33 ■ Test stool for occult blood. ■ Chart patient status and convey to physician or NP.
BE PREPARED TO ■ ■ ■ ■ ■
Obtain IV access. Administer IVF or a fluid challenge. Obtain a chemstick blood sugar level. Administer 50% dextrose IV. Order specific laboratory tests to be drawn STAT.
POSSIBLE ETIOLOGIES
■ Dysrhythmias, cardiac insufficiency, anemia, hypoxia, orthostatic/postural hypotension, hypovolemia/dehydration, hypertension, medication reaction, electrolyte imbalance, hypoglycemia, hyperglycemia, concussion, vasovagal response, stress/anxiety/fear.
Possible Causes of Syncope Source
Conditions
Cardiac
Bradycardia (HR ⬍60 bpm).
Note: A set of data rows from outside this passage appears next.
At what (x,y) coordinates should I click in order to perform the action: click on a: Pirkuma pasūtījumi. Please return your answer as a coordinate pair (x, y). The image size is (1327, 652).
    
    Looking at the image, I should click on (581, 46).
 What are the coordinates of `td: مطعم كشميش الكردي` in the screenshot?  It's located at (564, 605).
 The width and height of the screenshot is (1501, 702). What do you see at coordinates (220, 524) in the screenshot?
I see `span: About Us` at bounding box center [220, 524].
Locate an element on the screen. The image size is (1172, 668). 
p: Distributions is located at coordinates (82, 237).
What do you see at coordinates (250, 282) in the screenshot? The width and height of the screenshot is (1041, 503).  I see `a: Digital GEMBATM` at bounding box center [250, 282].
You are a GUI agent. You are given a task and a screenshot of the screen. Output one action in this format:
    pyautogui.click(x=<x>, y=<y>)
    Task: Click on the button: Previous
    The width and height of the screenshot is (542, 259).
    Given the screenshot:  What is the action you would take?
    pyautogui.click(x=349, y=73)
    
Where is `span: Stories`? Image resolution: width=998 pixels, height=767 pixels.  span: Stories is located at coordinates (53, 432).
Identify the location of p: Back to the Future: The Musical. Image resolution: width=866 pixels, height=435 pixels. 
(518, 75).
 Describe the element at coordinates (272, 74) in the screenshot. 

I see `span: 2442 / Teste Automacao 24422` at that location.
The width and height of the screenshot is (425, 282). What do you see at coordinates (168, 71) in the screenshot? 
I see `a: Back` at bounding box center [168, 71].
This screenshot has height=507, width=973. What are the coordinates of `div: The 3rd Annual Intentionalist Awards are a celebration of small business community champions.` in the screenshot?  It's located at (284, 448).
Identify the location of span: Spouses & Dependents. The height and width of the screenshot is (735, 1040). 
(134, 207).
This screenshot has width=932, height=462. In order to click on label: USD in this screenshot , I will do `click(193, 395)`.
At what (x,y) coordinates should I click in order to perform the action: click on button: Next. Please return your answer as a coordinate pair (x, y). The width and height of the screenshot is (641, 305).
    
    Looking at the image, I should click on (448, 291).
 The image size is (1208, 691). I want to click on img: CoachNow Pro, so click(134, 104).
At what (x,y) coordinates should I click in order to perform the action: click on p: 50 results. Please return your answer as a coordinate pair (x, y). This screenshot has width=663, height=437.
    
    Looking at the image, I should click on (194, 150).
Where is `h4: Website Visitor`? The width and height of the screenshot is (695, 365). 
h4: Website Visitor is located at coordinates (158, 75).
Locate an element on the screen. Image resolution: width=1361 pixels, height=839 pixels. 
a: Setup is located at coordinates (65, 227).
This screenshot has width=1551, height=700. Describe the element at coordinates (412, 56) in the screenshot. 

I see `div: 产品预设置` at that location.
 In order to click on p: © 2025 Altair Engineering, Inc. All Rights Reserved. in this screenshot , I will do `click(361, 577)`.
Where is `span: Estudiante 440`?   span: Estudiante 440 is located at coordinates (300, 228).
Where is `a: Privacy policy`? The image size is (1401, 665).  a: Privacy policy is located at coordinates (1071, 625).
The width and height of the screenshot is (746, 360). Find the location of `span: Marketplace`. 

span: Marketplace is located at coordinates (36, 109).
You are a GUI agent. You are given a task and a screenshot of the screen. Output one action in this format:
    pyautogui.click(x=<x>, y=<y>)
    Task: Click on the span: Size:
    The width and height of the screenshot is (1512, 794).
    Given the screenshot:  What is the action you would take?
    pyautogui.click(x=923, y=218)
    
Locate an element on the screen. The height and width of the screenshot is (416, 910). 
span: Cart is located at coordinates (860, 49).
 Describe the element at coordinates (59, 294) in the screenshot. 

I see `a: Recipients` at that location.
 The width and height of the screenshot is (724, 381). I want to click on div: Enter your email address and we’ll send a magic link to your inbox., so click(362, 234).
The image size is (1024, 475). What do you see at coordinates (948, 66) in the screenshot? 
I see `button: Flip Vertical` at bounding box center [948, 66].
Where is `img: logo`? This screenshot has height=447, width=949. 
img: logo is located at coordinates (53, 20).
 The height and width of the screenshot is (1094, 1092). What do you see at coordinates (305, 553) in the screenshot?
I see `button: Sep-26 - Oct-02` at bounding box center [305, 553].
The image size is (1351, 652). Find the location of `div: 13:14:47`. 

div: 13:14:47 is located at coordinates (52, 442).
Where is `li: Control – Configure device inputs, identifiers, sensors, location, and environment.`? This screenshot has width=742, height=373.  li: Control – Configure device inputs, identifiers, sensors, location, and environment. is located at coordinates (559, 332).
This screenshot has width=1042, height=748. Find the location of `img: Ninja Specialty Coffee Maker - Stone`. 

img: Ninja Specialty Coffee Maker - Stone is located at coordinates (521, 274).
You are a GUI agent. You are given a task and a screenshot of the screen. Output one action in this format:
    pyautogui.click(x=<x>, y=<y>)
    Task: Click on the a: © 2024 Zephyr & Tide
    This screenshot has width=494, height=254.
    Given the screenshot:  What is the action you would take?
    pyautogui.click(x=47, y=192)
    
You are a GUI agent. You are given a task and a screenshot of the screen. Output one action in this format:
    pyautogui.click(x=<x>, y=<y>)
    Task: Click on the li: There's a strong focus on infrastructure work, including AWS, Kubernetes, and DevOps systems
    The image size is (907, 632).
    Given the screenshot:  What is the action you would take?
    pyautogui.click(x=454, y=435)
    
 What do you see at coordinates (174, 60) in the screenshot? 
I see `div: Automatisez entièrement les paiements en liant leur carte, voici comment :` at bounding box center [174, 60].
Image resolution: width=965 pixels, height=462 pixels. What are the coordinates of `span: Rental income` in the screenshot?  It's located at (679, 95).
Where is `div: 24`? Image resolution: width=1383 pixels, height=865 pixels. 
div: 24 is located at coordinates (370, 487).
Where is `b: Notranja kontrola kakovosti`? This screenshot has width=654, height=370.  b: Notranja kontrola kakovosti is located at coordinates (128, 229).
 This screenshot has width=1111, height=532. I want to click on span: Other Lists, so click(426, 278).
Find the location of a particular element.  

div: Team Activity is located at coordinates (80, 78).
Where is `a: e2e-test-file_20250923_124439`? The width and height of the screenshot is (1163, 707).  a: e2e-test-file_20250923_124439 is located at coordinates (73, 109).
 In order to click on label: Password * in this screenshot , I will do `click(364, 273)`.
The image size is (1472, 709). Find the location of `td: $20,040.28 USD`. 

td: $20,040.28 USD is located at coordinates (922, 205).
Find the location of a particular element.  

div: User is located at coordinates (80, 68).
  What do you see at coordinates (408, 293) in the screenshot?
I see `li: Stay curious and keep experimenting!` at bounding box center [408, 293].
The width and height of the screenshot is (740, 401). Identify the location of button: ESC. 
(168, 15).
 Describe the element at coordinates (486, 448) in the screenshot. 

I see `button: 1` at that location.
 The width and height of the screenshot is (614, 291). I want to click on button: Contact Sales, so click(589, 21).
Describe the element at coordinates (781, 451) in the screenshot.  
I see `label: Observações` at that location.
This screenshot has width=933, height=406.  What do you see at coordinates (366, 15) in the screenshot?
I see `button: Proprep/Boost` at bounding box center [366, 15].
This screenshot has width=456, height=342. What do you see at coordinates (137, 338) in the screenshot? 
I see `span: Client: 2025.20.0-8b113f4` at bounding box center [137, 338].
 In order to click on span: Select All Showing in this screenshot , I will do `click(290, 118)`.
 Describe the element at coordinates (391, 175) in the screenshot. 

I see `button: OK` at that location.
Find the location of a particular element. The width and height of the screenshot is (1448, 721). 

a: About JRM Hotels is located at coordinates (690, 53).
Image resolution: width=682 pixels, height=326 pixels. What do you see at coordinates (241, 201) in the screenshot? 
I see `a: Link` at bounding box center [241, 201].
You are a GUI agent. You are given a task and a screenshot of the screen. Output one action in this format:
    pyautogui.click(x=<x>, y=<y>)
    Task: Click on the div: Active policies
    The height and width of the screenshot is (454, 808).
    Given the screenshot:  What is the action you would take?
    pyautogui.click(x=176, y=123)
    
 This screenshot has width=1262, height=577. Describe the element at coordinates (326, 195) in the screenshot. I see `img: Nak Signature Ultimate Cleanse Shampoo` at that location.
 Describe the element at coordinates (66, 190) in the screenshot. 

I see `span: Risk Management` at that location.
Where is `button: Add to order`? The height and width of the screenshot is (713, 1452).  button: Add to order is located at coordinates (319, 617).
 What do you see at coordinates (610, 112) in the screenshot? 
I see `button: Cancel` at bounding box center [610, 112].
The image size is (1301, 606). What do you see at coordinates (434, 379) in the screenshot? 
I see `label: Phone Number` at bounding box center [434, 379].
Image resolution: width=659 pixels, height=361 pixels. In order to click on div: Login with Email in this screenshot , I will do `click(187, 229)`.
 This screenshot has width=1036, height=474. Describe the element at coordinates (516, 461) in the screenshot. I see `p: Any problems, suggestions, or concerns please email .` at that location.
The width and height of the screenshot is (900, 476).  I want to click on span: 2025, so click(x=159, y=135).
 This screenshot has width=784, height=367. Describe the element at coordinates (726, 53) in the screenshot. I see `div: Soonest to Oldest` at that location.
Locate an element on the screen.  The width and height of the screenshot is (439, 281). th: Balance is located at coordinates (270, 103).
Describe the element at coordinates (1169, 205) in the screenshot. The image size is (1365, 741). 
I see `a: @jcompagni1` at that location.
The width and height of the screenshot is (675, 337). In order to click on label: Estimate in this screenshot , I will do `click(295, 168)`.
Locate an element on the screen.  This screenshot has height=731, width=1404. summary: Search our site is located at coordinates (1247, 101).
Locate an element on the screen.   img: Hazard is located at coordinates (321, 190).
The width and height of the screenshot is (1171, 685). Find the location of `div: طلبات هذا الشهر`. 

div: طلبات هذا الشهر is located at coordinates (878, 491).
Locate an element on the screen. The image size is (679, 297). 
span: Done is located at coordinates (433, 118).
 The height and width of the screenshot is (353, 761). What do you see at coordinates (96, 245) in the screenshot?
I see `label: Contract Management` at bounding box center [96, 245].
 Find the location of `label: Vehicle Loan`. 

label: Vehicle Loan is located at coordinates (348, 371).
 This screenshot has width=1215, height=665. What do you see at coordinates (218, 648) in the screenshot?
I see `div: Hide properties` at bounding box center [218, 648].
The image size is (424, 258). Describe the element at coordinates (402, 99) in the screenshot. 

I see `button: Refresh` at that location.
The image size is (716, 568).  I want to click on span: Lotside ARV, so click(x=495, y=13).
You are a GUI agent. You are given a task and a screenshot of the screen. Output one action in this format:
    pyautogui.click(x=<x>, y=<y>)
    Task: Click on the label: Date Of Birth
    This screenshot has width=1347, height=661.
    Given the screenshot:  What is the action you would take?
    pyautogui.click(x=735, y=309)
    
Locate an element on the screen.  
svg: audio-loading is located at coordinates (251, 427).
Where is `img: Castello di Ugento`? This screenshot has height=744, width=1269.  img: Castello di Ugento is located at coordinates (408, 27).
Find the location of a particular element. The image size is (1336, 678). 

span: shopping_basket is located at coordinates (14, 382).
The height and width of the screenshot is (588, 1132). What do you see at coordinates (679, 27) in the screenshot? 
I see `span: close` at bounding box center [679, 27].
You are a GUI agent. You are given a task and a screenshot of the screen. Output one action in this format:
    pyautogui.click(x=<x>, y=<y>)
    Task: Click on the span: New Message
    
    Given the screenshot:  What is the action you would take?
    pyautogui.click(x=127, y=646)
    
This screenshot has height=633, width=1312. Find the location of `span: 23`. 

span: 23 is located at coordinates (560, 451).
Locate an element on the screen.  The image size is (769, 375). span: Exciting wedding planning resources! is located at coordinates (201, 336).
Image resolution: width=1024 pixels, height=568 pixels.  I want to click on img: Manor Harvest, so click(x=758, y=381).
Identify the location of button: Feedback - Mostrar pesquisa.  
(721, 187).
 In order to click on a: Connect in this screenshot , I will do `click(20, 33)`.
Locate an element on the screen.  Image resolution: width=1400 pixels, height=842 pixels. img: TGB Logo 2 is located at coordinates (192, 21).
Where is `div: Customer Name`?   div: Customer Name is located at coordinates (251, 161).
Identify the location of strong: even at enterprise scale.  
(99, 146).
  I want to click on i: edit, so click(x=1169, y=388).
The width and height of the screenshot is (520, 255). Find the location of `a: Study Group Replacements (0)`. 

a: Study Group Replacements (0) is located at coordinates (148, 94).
Tachycardia (HR ⬎100 bpm). Decreased cardiac output, hemorrhage. Aortic or pulmonic stenosis. Pulmonary hypertension.
Neurological
Seizure, head trauma.
Vascular
Vasovagal or postural hypotension. Transient ischemic attack, stroke.
Other
Hyperventilation, hypoxia.
Tachycardia CLINICAL PICTURE The patient may have: ■ HR 100–150 bpm (sinus tachycardia—may be asymptomatic); HR ⬎150 bpm (supraventricular tachycardia). ■ Palpitations, dizziness or lightheadedness. ■ Chest discomfort, SOB. ■ Anxiety, restlessness.
CARDIAC
CARDIAC
Copyright © 2008 by F. A. Davis.
■ Signs of unstable tachycardia: ■ Altered LOC. ■ Chest pain. ■ Hypotension. ■ Pulmonary congestion and/or cyanosis.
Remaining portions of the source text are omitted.